Sources for Alexander the Great

 


The real problem when it comes to writing about Alexander is that none of these contemporary books has survived to the present day. All these books were lost when the Roman Empire collapsed. Instead we have to rely on the works of men who lived later, but who quoted from the contemporary sources or relied on them.

 

 

Of these later sources the most important are Arrian, Plutarch and Diodorus. Arrian was an admirer of Alexander who drew mostly on the books by Ptolemy and Aristobulous. He also had other sources, some of which were probably official government records. Arrian’s Life of Alexander is long and detailed. Arrian was a Greek who rose to be governor of Cappadocia in the Roman Empire. He wrote his book about the year ad110.

 

 

Plutarch was another admirer of Alexander. He wrote a shorter biography, but he put more effort into looking behind events to assess character and intentions. He based the outline of events on the work of Ptolemy, but also quoted from a host of other sources that are now lost. Many of the human interest anecdotes known about Alexander come from Plutarch’s work.

 

 

Writing about the year 50bc, Diodorus Siculus is the oldest surviving source on Alexander. Diodorus actually wrote a 40 volume History of the World, of which the exploits of Alexander form only a part of one volume. Diodorus preserves much of the work of Cleitarchus, and so is the main source for any stories that do not portray Alexander in a favourable light.

 

 

All these sources share a common problem when read today. They assume that their readers will know things that, today, we don’t. They did not need to set down detail on the weapons of the time, for their readers would have seen them for themselves. They did not need to explain how troops formed up for battle, as their readers would already have known.

 

 

Imagine a modern writer producing an account of the invasion of Iraq by the USA and its allies. He would not need to explain what a tank was, nor an aircraft. He would not need to explain that Saddam Hussein ruled Iraq, nor that George W. Bush was President of the USA. All this he could assume his readers would already know. He could just get on with telling the story of what happened.

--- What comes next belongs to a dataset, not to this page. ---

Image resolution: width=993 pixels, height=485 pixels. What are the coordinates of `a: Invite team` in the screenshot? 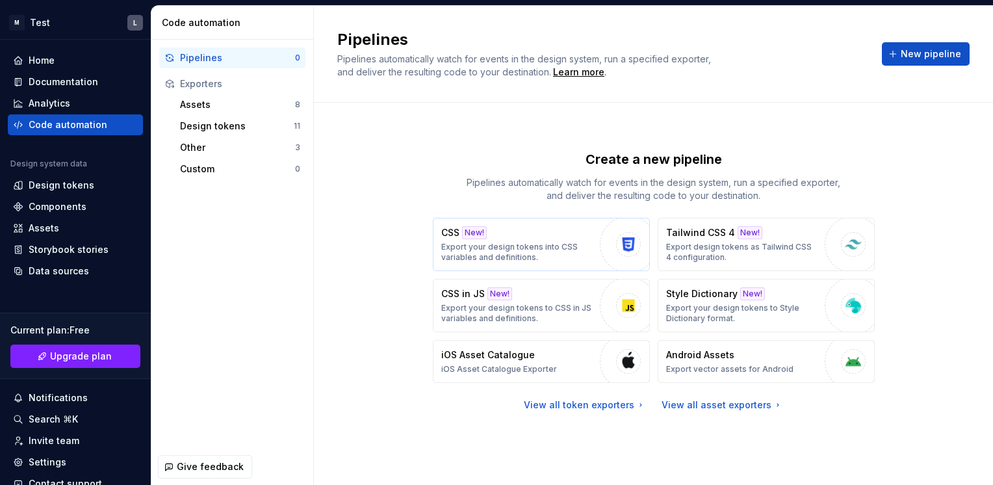 It's located at (75, 441).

But for a reader in the 40th century, unfamiliar with the situation, all this and much more would need to be explained for events to make sense.

 

 

For details of how battles were fought we need to look elsewhere than the biographies of Alexander. There are two main sources for Macedonian warfare. The first is Polybius, a Greek writer born in 204bc who later moved to Rome and wrote a “History of Rome”. Polybius also wrote a detailed work on military history, but this has not survived. Other writers quoted extensively from Polybius, and some of these books have survived. By picking and choosing excerpts from a dozen later books it is possible to reconstruct much of what Polybius had to say.

 

 

The second main source for military matters is Asclepiodotus, who was writing about a century after Polybius. His works have survived and include some very detailed information on weapons and tactics. Unfortunately for us, Asclepiodotus is writing about how the Macedonian system worked some 200 years after Alexander’s time. By that time terminology and practice had both changed and it is not always easy to decide which bits of what Asclepiodotus tells us are relevant to Alexander’s time.